Why Work? Why Rest?

Second Quarter 2003

Editor's Watch

by James W. Skillen

In a new book that tries to explain the motivation for economic growth (The Spirit of Capitalism, by Liah Greenfeld), the author raises the question about the "rationality" of our western obsession with growth. There was a time, she says, when people assumed that when their basic wants had been satisfied, they would have more time to enjoy life. But instead we now behave as if our wants can never be satisfied. We work harder, consume more, and don't stop to enjoy life. Growth itself becomes the goal. Workaholism becomes honorable. And there is little evidence that this makes us happy.

Another author, Judith Shulevitz, confesses in a recent New York Times Magazine article (3/2/03) that every weekend she used to sink into a dark, unresponsive, and morose mood, which turned out to be a disorder of suffering from the lack of a sabbath. In "Bring Back the Sabbath," Shulevitz comments that "the one day in seven dedicated to rest by divine command, has become the holiday Americans are most likely never to take." We Americans "no longer cherish obedience as a virtue" (especially to divine commands). "We will no longer put up with being told how to dispose of our free time." Status today is pegged to overachievement: "we can't help admiring workaholics."

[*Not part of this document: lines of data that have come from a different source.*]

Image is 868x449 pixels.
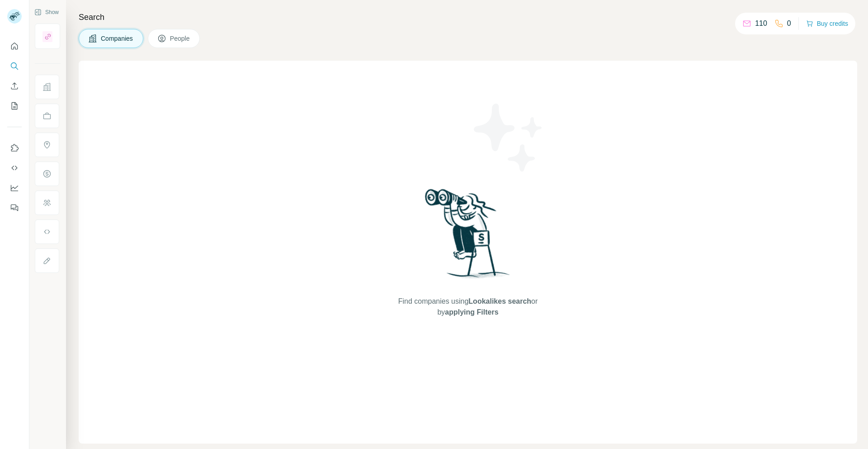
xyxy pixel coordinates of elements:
[7,179,21,196] button: Dashboard
[468,297,531,305] span: Lookalikes search
[7,38,21,54] button: Quick start
[468,97,549,178] img: Surfe Illustration - Stars
[101,34,134,43] span: Companies
[806,17,848,30] button: Buy credits
[445,308,498,316] span: applying Filters
[7,58,21,75] button: Search
[7,140,21,156] button: Use Surfe on LinkedIn
[787,18,791,29] p: 0
[28,6,65,19] button: Show
[170,34,191,43] span: People
[78,11,857,24] h4: Search
[7,199,21,216] button: Feedback
[7,98,21,114] button: My lists
[396,296,540,317] span: Find companies using or by
[421,186,514,287] img: Surfe Illustration - Woman searching with binoculars
[7,159,21,176] button: Use Surfe API
[755,18,767,29] p: 110
[7,78,21,94] button: Enrich CSV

Strange, isn't it, that two contemporary authors, not trying in any way to revive "religion," are raising fundamental questions about modernism's religious obsession with economic growth and workaholism. One questions its rationality and the other questions its value for psychic health. Has the chief goal in life become the quest for more and more (including more applause for workaholism), "forcing" us to stay on the treadmill until we drop dead?

Shulevitz's discovery of one of the creation's basic laws, namely, that God made humans for a weekly day of rest, is one of the evidences that false gods and misleading ways of life cannot transport humans out of God's creation or remove us from the continuing validity of God's commandments. We may think we are free to decide how to dispose of our free time, and we may believe that the quest for more and more things to titillate our never-satiated wants is the way to live. But our true identity as the image of God exposes such thinking and such faith as irrational and misleading.

It is time to get back in touch with reality. To enjoy life, we must take time to rest, and to truly enjoy rest is to accept that life's ultimate happiness is to be found in the service of God and in the weekly celebration of the hope of entering God's day of rest (Heb. 4:10). From this point of view, workaholism is dishonorable because it dissolves the true meaning of work in the endless quest for a happiness that we cannot create for ourselves. Workaholism leads to restlessness, not to rest. Instead, meaningful work is stewardship in service—to God and to our neighbors—arising from thankfulness to God, the giver and restorer of life and work and rest. If we practice this religion instead of idolatrous modernism, we will be able to enjoy both work and rest. Neither in itself is life's goal. Neither is the goal of the other. Both together find their purpose, destiny, and joy in the God who created us for fulfillment in the divine sabbath.